Getty ImagesPicture, if you will, one of the most common stereotypes in veterinary medicine. A young girl, bright-eyed and optimistic, decides by her seventh birthday that she will be a veterinarian. She works hard, gets her degree and lives happily ever after. This is what most people imagine about our lives if given the opportunity-and sometimes it goes just like that.

But what about everyone else? What about those who find themselves derailed from that course by family, debt, burnout and ennui? What about the veterinarians who can't figure out how they want to serve pet owners or animals because the “old way” just doesn't do it for them? There are plenty of those too. Often these veterinarians continue to slog through unrewarding jobs simply because they don't see any other options.

As veterinary medicine evolves, so do the needs of pet owners, the planet and veterinarians themselves. Opportunities for diverse careers are coming to the forefront as veterinarians look for alternative uses for their degree-and alternative visions for what practice looks like.

Veterinarians are finding all sorts of ways to put their degrees to good use. Some do it by design, others by luck, and some just head into the world to see what happens. Here's how they're reinventing the profession.

 

The visionary: Christine Meredith, VMD

More than in any other generation, the veterinary road less traveled has become practice ownership. Christine Meredith, VMD, has been down the road twice. First, out of school, she bought a high-functioning practice from a retiring veterinarian in North Carolina and enjoyed a few years of happy if emotional practice. “When I was young, I let things ruffle my feathers a lot easier,” she says.

Dr. Christine Meredith wanted to create an "elevated experience" for pet owners and employees in her practice. (Photo courtesy of Dr. Christine Meredith.)Eventually she moved back to Pennsylvania (she was born in Scranton) and bought a “jump-start” practice, one beat up and left to wind down by another practice owner. What would become Affinity Veterinary Center of Malvern, Pennsylvania, had just 100 clients when Meredith took over.
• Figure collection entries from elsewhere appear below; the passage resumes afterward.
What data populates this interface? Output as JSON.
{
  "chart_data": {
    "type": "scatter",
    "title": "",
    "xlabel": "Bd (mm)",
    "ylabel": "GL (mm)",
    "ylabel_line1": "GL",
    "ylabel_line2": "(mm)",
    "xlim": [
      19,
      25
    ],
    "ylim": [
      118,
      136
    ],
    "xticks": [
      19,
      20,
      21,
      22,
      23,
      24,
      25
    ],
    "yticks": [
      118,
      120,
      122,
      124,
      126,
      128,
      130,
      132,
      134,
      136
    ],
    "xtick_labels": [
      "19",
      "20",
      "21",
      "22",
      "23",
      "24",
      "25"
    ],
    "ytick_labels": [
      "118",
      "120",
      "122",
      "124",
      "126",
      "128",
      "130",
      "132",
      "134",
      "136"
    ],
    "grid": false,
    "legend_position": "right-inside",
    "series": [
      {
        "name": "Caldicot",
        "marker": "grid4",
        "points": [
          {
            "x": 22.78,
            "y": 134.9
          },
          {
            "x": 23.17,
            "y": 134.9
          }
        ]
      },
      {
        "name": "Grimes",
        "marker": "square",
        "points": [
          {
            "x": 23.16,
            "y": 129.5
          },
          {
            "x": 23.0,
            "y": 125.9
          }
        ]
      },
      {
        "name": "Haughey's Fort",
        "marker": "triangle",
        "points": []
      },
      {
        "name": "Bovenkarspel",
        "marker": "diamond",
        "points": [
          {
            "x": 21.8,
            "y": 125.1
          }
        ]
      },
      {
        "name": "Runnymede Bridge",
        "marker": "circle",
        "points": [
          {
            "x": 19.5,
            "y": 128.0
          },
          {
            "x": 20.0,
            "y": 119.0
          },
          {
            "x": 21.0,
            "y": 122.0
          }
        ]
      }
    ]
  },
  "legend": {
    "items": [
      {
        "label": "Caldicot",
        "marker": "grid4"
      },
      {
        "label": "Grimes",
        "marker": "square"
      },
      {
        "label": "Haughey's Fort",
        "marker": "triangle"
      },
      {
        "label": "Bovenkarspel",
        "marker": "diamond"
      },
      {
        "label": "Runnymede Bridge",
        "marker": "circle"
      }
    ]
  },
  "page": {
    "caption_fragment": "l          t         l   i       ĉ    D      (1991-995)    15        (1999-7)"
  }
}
There were three other practices in a five-mile radius.

But Meredith thought the old Chester County farmhouse was the perfect place to create an “elevated experience” for both pet owners and her employees. This time she put to work all the ideas she and her husband (Travis Meredith, also a DVM, who has a love for business and marketing) had for keeping out the staff drama and bringing in an experience that was client-focused and parent-focused-in other words, people-focused.

The farmhouse was prettied up. The homey reception area was filled with Ikea furniture, easily replaceable if patients and clients scuffed and beat it up. But that doesn't even happen often since clients who come in the front door almost always head straight to an exam room.
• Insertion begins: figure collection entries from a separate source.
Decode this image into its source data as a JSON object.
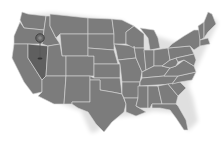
{
  "map": {
    "region": "United States (contiguous)",
    "highlighted_state": "Nevada",
    "colors": {
      "background": "#ffffff",
      "state_fill": "#7c7c7c",
      "state_border": "#d8d8d8",
      "highlight_fill": "#5f5f5f",
      "pin": "#555555"
    },
    "marker": {
      "icon": "map-pin-icon",
      "state": "Nevada"
    }
  }
}
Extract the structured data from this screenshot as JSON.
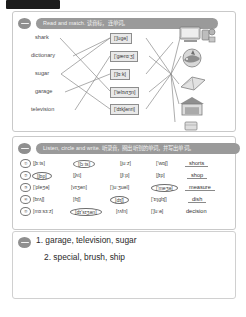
{
  "document": {
    "top_tab_label": ""
  },
  "exercise1": {
    "number_icon": "minus-circle-icon",
    "title": "Read and match. 读音标，连单词。",
    "words": [
      "shark",
      "dictionary",
      "sugar",
      "garage",
      "television"
    ],
    "phonetics": [
      "['ʃugə]",
      "['gærɑːʒ]",
      "['ʃɑːk]",
      "['telɪvɪʒn]",
      "['dɪkʃənri]"
    ],
    "pictures": [
      "television-icon",
      "shark-icon",
      "dictionary-icon",
      "garage-icon",
      "sugar-icon"
    ]
  },
  "exercise2": {
    "number_icon": "minus-circle-icon",
    "title": "Listen, circle and write. 听录音，圈出听到的单词，并写出单词。",
    "rows": [
      {
        "num": "①",
        "options": [
          "[ʃɜːts]",
          "[ʃɔːts]",
          "[juːz]",
          "['wɒʃ]"
        ],
        "circled": 1,
        "answer": "shorts"
      },
      {
        "num": "②",
        "options": [
          "[ʃɒp]",
          "[ʃʌt]",
          "[ʃiːp]",
          "[ʃɪp]"
        ],
        "circled": 0,
        "answer": "shop"
      },
      {
        "num": "③",
        "options": [
          "['pleʒə]",
          "[vɪʒən]",
          "['juːʒuəl]",
          "['meʒə]"
        ],
        "circled": 3,
        "answer": "measure"
      },
      {
        "num": "④",
        "options": [
          "[brʌʃ]",
          "[fɪʃ]",
          "[dɪʃ]",
          "['ɪŋglɪʃ]"
        ],
        "circled": 2,
        "answer": "dish"
      },
      {
        "num": "⑤",
        "options": [
          "[mɜːsɜːz]",
          "[dɪ'sɪʒən]",
          "[rʌfn]",
          "['ʃuːə]"
        ],
        "circled": 1,
        "answer": "decision"
      }
    ]
  },
  "answers": {
    "bullet_icon": "minus-circle-icon",
    "line1": "1. garage, television, sugar",
    "line2": "2. special, brush, ship"
  },
  "colors": {
    "banner": "#9a9a9a",
    "box_fill": "#e9e9e9",
    "border": "#c9c9c9"
  }
}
In addition, “there's a lot of hand-holding through procedures and decision-making” in the practice, Meredith says. She's available seven days a week by email. Clients get it: “They understand and appreciate and respect our pricing structure, and I get few complaints about price per year,” she says.

Meredith's biggest difficulty has been finding new people who fit her focused, unified team. She cultivates patience in herself to take time to find team members with skills other hospitals might skimp on.

“I focus more on care, compassion, communication skills and patience,” she says, “that ability to go into an exam room and find a point of commonality with a client and express their cares and concerns, to show animals they can trust you, thereby showing the owners we're conscientious and caring.”

Potential veterinary team members who'd “rather stay in the back and do procedures,” she says, are weeded out during initial interviews.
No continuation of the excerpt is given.